Connect with us

Automobile

It’s time to ditch the term ‘crossover’

Published

on

I get it. Labels exist for a reason, especially when you’re trying to market something. You need terms for your products, terms for your customers, terms for your brand and your sales space. If I’m going to buy a car, I should have an idea of what type of car I want. But in spite of all that, I cannot think of a more egregious symbol of pointless collective inertia than our adherence to the term “crossover.”
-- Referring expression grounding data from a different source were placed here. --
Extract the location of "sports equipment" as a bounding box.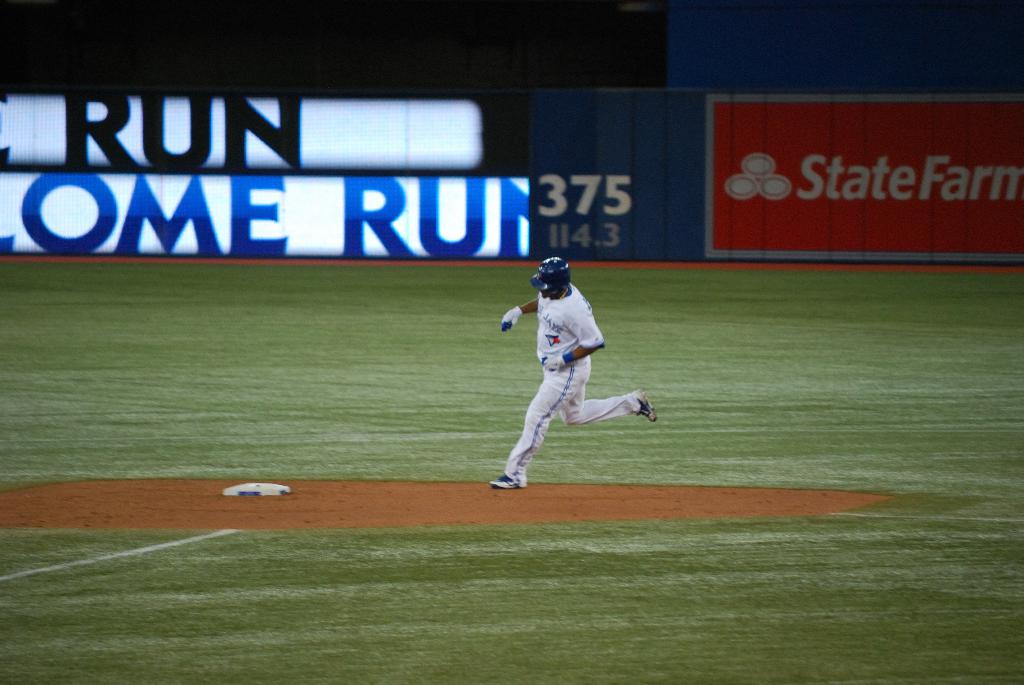
detection(538, 354, 572, 374).
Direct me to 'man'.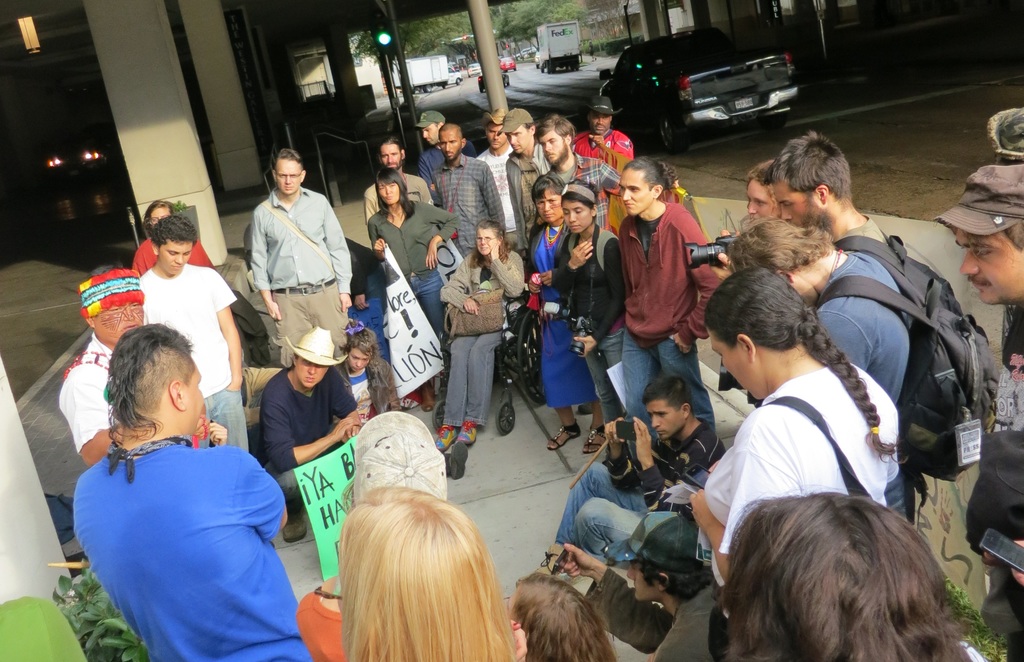
Direction: bbox(250, 143, 352, 366).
Despite stubborn adherence to the belief, what happened here is far more than a mere fad. Minivans were a fad; they didn’t redefine four-wheeled transportation. The notion of blending a car and SUV was so successful that it completely warped the automotive market. If you’re still waiting for crossovers to merely become uncool and fade away, I admire your commitment to your own delusion. Love them or hate them, they’re not going anywhere.

But why do we still call them “crossovers”? You must admit that it’s kind of strange that a huge share of the market belongs to cars that are essentially defined by what they’re not, rather than what they are. Sure, we sneer and say they’re “just” station wagons or hatchbacks with a little more ground clearance, or even minivans without sliding doors. None of these is universally accurate, not by a long shot.

Just call them cars. 

Imagine it’s 20 years from now and you’re trying to define a crossover for a small child who has never seen a sedan. Do you describe an elephant as a wooly mammoth without fur? We’re reached the point where crossovers have essentially become the default; to not treat them that way is merely a stubborn allegiance to a dead (and itself transient) notion of what a car actually is. It’s no longer a question of size or utility; the class has transcended both. So why not just drop the term from our vocabulary entirely?

Think about it. If you showed the industrialists who first put an engine between four wheels a picture of a Mazda Miata and CX-5, the latter would be more recognizable to them than the former. The earliest cars were tall, upright things. They had to be. They came along before engineers had even reached a consensus on what materials should be used to pave our roads, let alone finished doing it. We didn’t have the U.S. Highway System until the mid-1920s, and interstates didn’t come along until the Cold War. The original interstate plan wasn’t even completed until 1992.

Cars got lower and longer as roads got straighter and smoother. It was privilege, in a sense, that brought us the low-slung automobile, and it’s privilege that sent us in the other direction again, as large SUVs became symbols of conspicuous consumption. That’s not a value judgment, mind you, but merely an observation, and not an original one; wealth and trend-setting have gone hand-in-hand for as long as both have existed.

And in a way, the rise of bigger cars has been self-perpetuating. Even those who don’t seek them as a status symbol are influenced by their existence, as concerns like safety and on-road visibility nudge the otherwise vehicularly agnostic buyer toward bigger cars. The opening of some less-developed markets has made the timing fortuitous as well, as the tastes of shoppers in wealthier economies happen to align with the needs of countries without advanced road infrastructure.

In the immediate aftermath of the term “crossover” being coined, it was often used as a term of derision, as we saw this week, when many on social media dismissed the new Ford Maverick as “just a crossover.” It came with the stigma of generalized utility, synonymous with attempting two missions and being only mediocre at either of them. That taint came with the term, mind you, not the concept. Look no further than the XJ Jeep Cherokee for an example of what is essentially a crossover that escaped scorn only by dent of arriving well ahead of the label and its associated sentiment. 

The reality is that crossovers are actually pretty darned good at being cars. Much as many of us are loathe to admit it, they’re practical, like the hatchbacks and wagons we worship. Quibbling over what typically amounts to no more than maybe an inch or two of ground clearance is just a silly gatekeeping maneuver. Yeah, modern cars are taller and heavier than the sedans you worshipped, and those are inherent compromises — just like sport sedans and hot hatchbacks were when compared to “real” sporting cars. You scoff, but it’s true.